• Anesthesia and analgesia · Oct 2017

    Observational Study

    Platelet Counts and Postoperative Stroke After Coronary Artery Bypass Grafting Surgery.

    • Jörn A Karhausen, Alan M Smeltz, Igor Akushevich, Mary Cooter, Mihai V Podgoreanu, Mark Stafford-Smith, Susan M Martinelli, Manuel L Fontes, and Miklos D Kertai.
    • Division of Cardiothoracic Anesthesiology and Critical Care Medicine, Department of Anesthesiology, Duke University Medical Center, Durham, North Carolina
    • Anesth. Analg. 2017 Oct 1; 125 (4): 1129-1139.

    BackgroundDeclining platelet counts may reveal platelet activation and aggregation in a postoperative prothrombotic state. Therefore, we hypothesized that nadir platelet counts after on-pump coronary artery bypass grafting (CABG) surgery are associated with stroke.MethodsWe evaluated 6130 adult CABG surgery patients. Postoperative platelet counts were evaluated as continuous and categorical (mild versus moderate to severe) predictors of stroke. Extended Cox proportional hazard regression analysis with a time-varying covariate for daily minimum postoperative platelet count assessed the association of day-to-day variations in postoperative platelet count with time to stroke. Competing risks proportional hazard regression models examined associations between day-to-day variations in postoperative platelet counts with timing of stroke (early: 0-1 days; delayed: ≥2 days).ResultsMedian (interquartile range) postoperative nadir platelet counts were 123.0 (98.0-155.0) × 10/L. The incidences of postoperative stroke were 1.09%, 1.50%, and 3.02% for platelet counts >150 × 10/L, 100 to 150 × 10/L, and <100 × 10/L, respectively. The risk for stroke increased by 12% on a given postoperative day for every 30 × 10/L decrease in platelet counts (adjusted hazard ratio [HR], 1.12; 95% confidence interval [CI], 1.01-1.24; P= .0255). On a given day, patients with moderate to severe thrombocytopenia were almost twice as likely to develop stroke (adjusted HR, 1.89; 95% CI, 1.13-3.16; P= .0155) as patients with nadir platelet counts >150 × 10/L. Importantly, such thrombocytopenia, defined as a time-varying covariate, was significantly associated with delayed (≥2 days after surgery; adjusted HR, 2.83; 95% CI, 1.48-5.41; P= .0017) but not early postoperative stroke.ConclusionsOur findings suggest an independent association between moderate to severe postoperative thrombocytopenia and postoperative stroke, and timing of stroke after CABG surgery.

      Pubmed     Full text   Copy Citation     Plaintext  

      Add institutional full text...

    Notes

     
    Knowledge, pearl, summary or comment to share?
    300 characters remaining
    help        
    You can also include formatting, links, images and footnotes in your notes
    • Simple formatting can be added to notes, such as *italics*, _underline_ or **bold**.
    • Superscript can be denoted by <sup>text</sup> and subscript <sub>text</sub>.
    • Numbered or bulleted lists can be created using either numbered lines 1. 2. 3., hyphens - or asterisks *.
    • Links can be included with: [my link to pubmed](http://pubmed.com)
    • Images can be included with: ![alt text](https://bestmedicaljournal.com/study_graph.jpg "Image Title Text")
    • For footnotes use [^1](This is a footnote.) inline.
    • Or use an inline reference [^1] to refer to a longer footnote elseweher in the document [^1]: This is a long footnote..

    hide…

Want more great medical articles?

Keep up to date with a free trial of metajournal, personalized for your practice.
1,624,503 articles already indexed!

We guarantee your privacy. Your email address will not be shared.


WHAT YOU SHOULD DO → Using the entries below, copy out all lines where "axis" is found.

RECORDS TO PROCESS →
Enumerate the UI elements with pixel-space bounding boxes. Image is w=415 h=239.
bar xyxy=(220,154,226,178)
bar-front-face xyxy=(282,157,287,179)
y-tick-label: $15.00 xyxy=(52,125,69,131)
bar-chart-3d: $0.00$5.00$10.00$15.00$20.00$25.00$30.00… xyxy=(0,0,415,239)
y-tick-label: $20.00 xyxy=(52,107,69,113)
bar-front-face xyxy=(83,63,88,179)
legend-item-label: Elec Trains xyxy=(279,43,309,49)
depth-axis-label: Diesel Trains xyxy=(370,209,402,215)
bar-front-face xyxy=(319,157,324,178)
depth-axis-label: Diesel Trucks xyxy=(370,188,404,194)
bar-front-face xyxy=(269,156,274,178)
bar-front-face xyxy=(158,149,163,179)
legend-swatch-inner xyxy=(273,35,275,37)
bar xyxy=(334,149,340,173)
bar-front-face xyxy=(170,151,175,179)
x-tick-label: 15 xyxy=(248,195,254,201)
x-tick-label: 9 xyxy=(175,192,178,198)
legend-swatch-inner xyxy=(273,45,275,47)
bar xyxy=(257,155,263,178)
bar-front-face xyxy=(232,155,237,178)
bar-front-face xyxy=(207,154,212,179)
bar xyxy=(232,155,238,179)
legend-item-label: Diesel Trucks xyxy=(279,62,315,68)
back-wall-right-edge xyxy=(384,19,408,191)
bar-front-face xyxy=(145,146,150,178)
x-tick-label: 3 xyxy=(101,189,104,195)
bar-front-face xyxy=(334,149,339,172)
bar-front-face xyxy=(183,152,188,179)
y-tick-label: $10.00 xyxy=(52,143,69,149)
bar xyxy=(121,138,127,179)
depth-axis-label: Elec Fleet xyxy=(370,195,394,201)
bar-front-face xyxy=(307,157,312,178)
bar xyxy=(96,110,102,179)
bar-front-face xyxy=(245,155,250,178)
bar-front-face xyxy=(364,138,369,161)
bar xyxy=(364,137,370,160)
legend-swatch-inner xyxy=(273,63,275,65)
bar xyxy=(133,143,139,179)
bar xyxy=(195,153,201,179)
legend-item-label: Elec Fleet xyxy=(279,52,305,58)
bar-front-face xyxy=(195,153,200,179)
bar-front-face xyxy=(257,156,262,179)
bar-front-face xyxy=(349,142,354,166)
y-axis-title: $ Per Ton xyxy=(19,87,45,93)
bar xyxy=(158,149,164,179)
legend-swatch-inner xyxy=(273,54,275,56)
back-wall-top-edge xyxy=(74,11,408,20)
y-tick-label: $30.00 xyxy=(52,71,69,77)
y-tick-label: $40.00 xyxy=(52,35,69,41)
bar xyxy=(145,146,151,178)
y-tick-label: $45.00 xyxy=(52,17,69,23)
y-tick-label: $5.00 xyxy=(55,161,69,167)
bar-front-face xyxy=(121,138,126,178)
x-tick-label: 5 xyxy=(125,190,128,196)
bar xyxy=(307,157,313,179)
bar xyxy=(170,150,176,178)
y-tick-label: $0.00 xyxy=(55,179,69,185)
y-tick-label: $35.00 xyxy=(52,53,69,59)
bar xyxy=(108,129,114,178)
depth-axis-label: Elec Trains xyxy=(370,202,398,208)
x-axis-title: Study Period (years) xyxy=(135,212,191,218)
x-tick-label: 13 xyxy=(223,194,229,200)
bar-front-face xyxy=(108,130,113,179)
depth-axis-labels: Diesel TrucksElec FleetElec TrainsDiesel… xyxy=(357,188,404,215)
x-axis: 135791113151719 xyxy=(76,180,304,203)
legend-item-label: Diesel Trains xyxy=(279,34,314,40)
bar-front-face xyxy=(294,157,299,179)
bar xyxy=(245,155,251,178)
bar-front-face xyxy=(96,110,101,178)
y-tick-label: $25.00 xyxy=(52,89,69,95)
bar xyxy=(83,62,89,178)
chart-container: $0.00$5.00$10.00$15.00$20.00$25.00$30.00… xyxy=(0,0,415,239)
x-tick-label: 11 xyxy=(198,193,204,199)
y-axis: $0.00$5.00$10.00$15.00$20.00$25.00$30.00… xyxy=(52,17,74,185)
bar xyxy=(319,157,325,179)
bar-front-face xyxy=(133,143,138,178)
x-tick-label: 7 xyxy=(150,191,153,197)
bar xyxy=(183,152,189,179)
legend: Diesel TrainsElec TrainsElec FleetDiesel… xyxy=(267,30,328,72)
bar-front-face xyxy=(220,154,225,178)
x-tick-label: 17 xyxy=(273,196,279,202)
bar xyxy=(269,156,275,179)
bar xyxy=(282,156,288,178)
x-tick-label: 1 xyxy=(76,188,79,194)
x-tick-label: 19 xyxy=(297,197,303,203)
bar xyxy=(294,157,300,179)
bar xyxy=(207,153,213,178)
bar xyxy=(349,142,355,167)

WRITTEN SOLUTION →
depth-axis-label: Diesel Trains xyxy=(370,209,402,215)
depth-axis-label: Diesel Trucks xyxy=(370,188,404,194)
depth-axis-label: Elec Fleet xyxy=(370,195,394,201)
y-axis-title: $ Per Ton xyxy=(19,87,45,93)
depth-axis-label: Elec Trains xyxy=(370,202,398,208)
x-axis-title: Study Period (years) xyxy=(135,212,191,218)
depth-axis-labels: Diesel TrucksElec FleetElec TrainsDiesel… xyxy=(357,188,404,215)
x-axis: 135791113151719 xyxy=(76,180,304,203)
y-axis: $0.00$5.00$10.00$15.00$20.00$25.00$30.00… xyxy=(52,17,74,185)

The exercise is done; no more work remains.